In spite of its many flaws, the report has had far-reaching influence on popular narratives about race and poverty, and on the policies and programs put forth to solve related problems. We must ask ourselves: Why did that happen and why is it important?

Born in the bosom of the Johnson administration and authored by a dependable liberal, the message in the report resonated along a broad political spectrum. For conservatives, most poor people were deemed to be victims only of their own bad choices, especially involving sex and procreation. Moynihan’s research vindicated that view, free of any ideological taint and with the imprimatur of liberal social science.

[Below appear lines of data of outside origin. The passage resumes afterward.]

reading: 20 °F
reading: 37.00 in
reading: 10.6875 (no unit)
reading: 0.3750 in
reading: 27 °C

But this message also has had appeal for the center-left. If poverty is cultural, then it is curable in individuals through education and rehabilitation. Exploring cultural causes also gave poverty researchers a way to join the neoliberal project of the 1980s, and avoid confronting the hard adversaries of corporate power whose drive to lower wages and taxes clashed with the needs of working families. By focusing instead on behavior and attitudes in large random samples of poor people, many policy researchers encourage the belief that cleverly marketed, data-driven social engineering of people and space could largely eradicate poverty by offering escape into the middle class.

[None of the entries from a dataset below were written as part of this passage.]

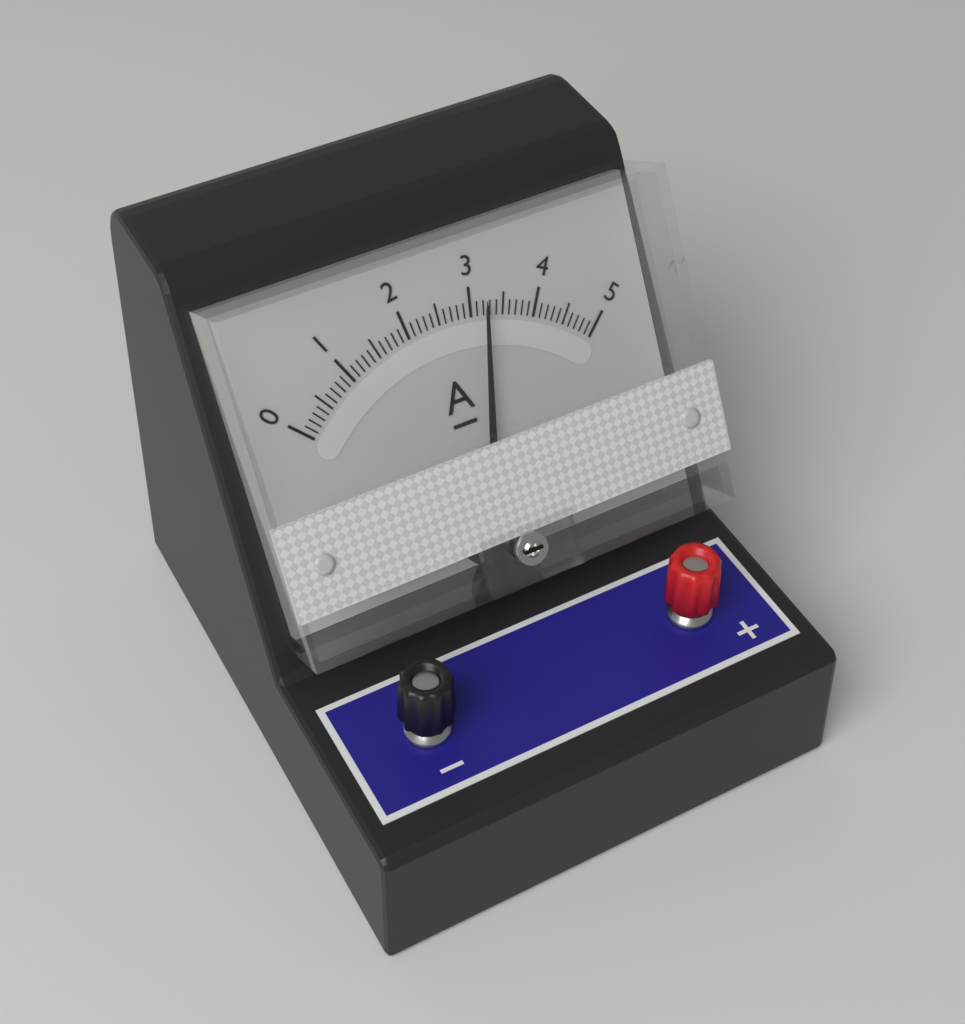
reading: 3.2 A
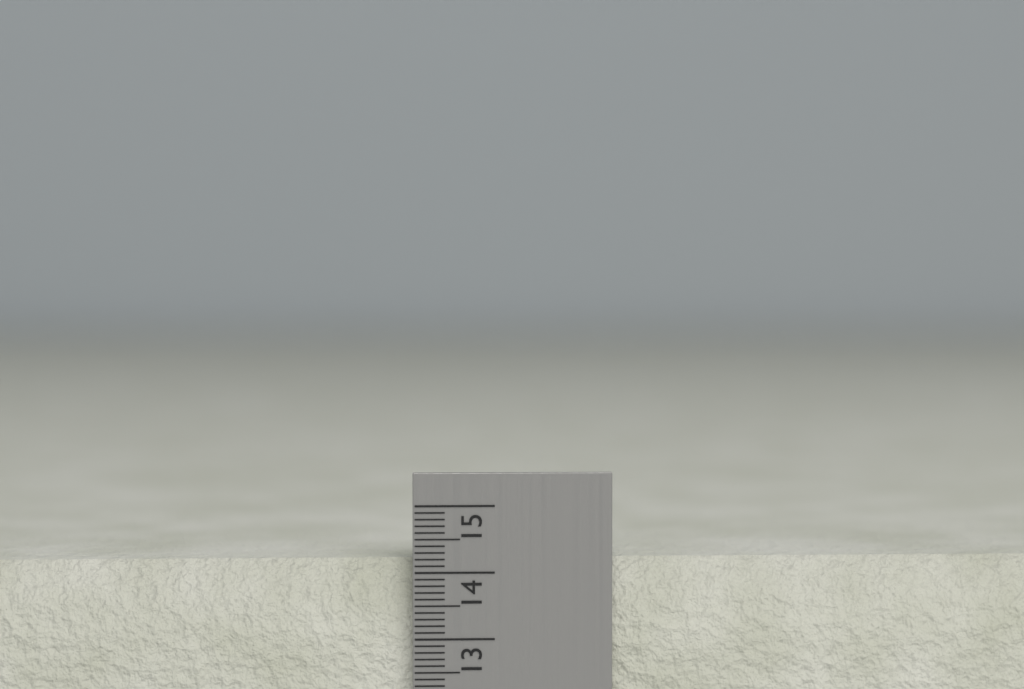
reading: 14.2 cm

In stigmatizing and shaming the victims of poverty, we infantilize and marginalize them and silence their voices.

Programs born from these ideas have rarely worked as planned. Mass displacement out of public housing, mentors, support groups, and workshops designed to teach “life skills,” manage finances, or dress for success have yielded very meager benefits in the lives of poor people, or in reducing the poverty rate. Marriage promotion programs, the most direct outcome of Moynihan’s cautionary warning, have been dismally unsuccessful. Maybe Moynihan’s critics back in 1965 were correct that he had cause and effect reversed: Poverty makes being married harder, rather than the other way around, and simply getting or staying married will not cure poverty. In the past decade we have spent $1 billion to learn that single lesson, except we still have not learned it.

So, what is the answer? If neither fiscal austerity nor big data and smart marketing can address this problem, what can? First off, rebalancing the economy to ensure more jobs and better wages would not just tackle the root causes of poverty, but also have an effect on the family instability that Moynihan lamented. But we need to go beyond that. Back in the early days of the War on Poverty, there was a deliberate effort to infuse democracy into the process and seek “maximum feasible participation” of those affected by the problems that the government was trying to solve. Early critics of this idea, including Moynihan himself, feared this involvement and discounted its value. It should be reexamined.

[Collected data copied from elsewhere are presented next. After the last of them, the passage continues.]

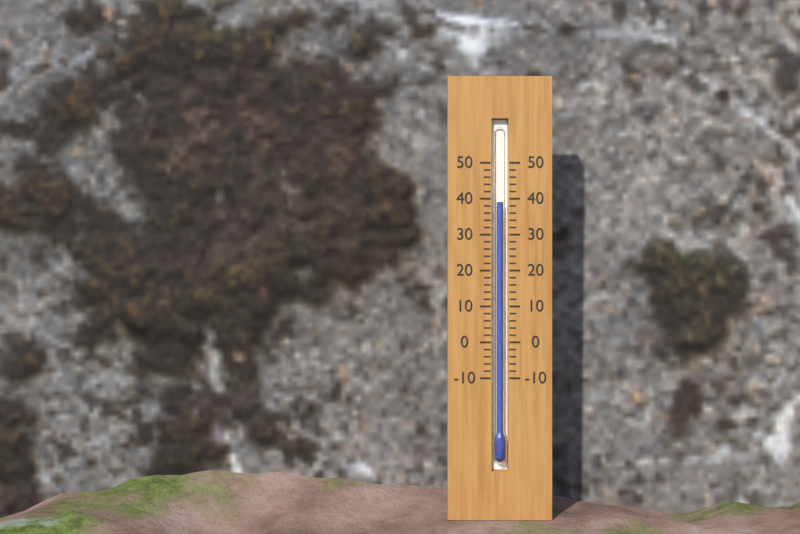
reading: 39 (no unit)
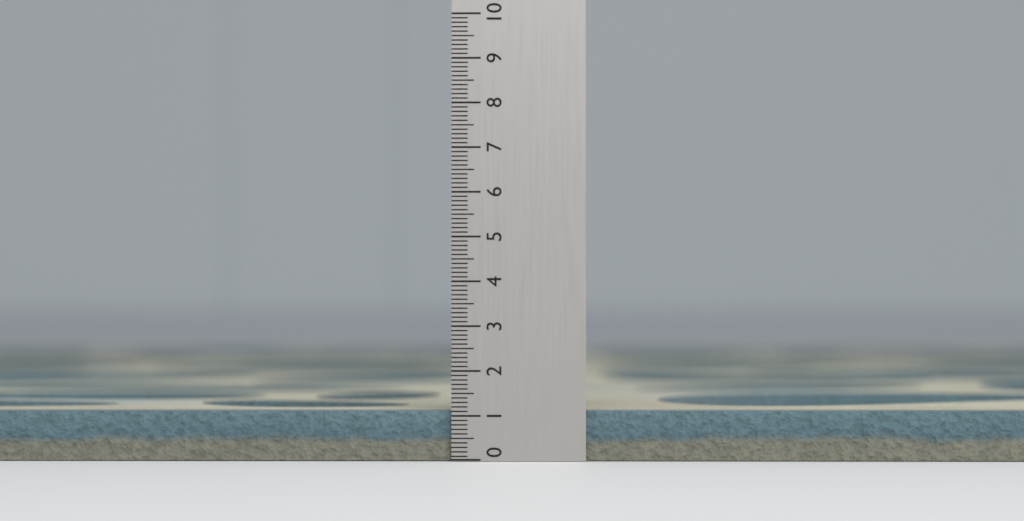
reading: 1.1 (no unit)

Neither the conservatives who want to shred the safety net, nor the liberals who favor social engineering, are considering the potential value of organized communities in finding solutions for everyday problems resulting from poverty. Such an approach could also help revitalize grassroots democracy. In stigmatizing and shaming the victims of poverty, we infantilize and marginalize them and silence their voices. And we persist in viewing poverty as a personal failing, rather than as a breach of the social contract.

On this occasion of the semi-centennial of the infamous, paradoxical, and undeservedly resilient Moynihan Report, let’s declare an end to the fiction that struggling single mothers are the villains behind the rising poverty and inequality in our society.  Let’s call out any and all who use this ploy, and begin to build new alliances based on mutual respect and shared understanding of who were the real perpetrators in holding communities down, creating the Great Recession, and upending the lives of millions of hard-working Americans who are classified as poor.